Comment by pjmlp 2 days ago Sure, if one doesn't care about portable code. 5 comments pjmlp Reply the-smug-c-one 2 days ago What modern OS doesn't have the equivalent of mmap? Just som #ifdefs. I didn't know I'd ever hear "use malloc, because it's portable".sylware is pretty much right anyway. Try to avoid malloc, or write smaller allocators on top of malloc. pjmlp 2 days ago Why bother with some #ifdefs when the ISO C standard library already does the job? the-smug-c-one 2 days ago Because you're probably writing a much larger program so some ifdefs aren't a big deal :-). 2 replies →
the-smug-c-one 2 days ago What modern OS doesn't have the equivalent of mmap? Just som #ifdefs. I didn't know I'd ever hear "use malloc, because it's portable".sylware is pretty much right anyway.
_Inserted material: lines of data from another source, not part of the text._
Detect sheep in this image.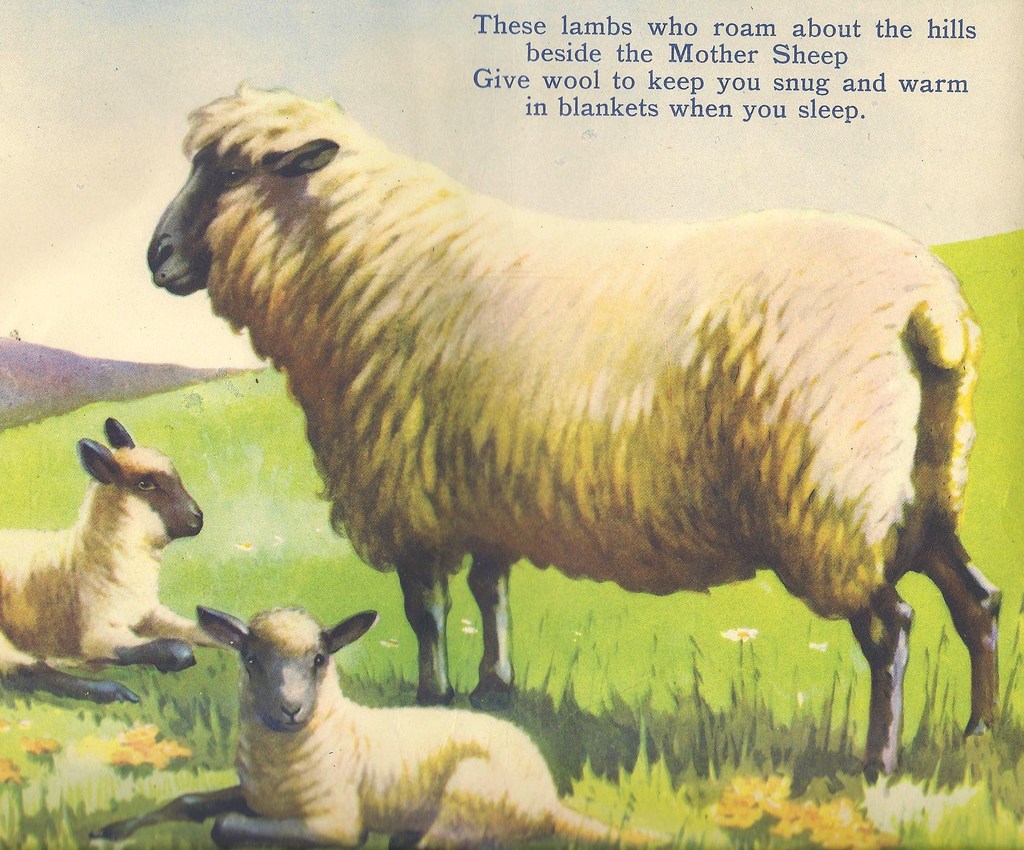
Detection: (152, 76, 1001, 785).
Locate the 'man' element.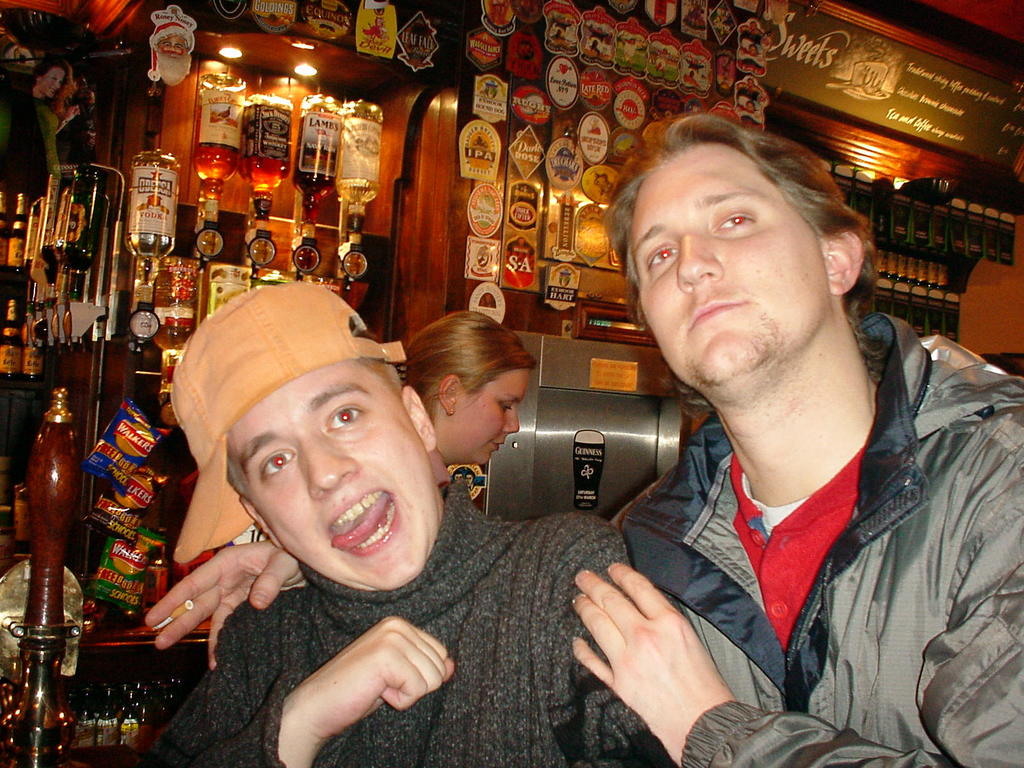
Element bbox: rect(136, 277, 672, 767).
Try to avoid malloc, or write smaller allocators on top of malloc. pjmlp 2 days ago Why bother with some #ifdefs when the ISO C standard library already does the job? the-smug-c-one 2 days ago Because you're probably writing a much larger program so some ifdefs aren't a big deal :-). 2 replies →
pjmlp 2 days ago Why bother with some #ifdefs when the ISO C standard library already does the job? the-smug-c-one 2 days ago Because you're probably writing a much larger program so some ifdefs aren't a big deal :-). 2 replies →
the-smug-c-one 2 days ago Because you're probably writing a much larger program so some ifdefs aren't a big deal :-). 2 replies →
What modern OS doesn't have the equivalent of mmap? Just som #ifdefs. I didn't know I'd ever hear "use malloc, because it's portable".
sylware is pretty much right anyway. Try to avoid malloc, or write smaller allocators on top of malloc.
Why bother with some #ifdefs when the ISO C standard library already does the job?
Because you're probably writing a much larger program so some ifdefs aren't a big deal :-).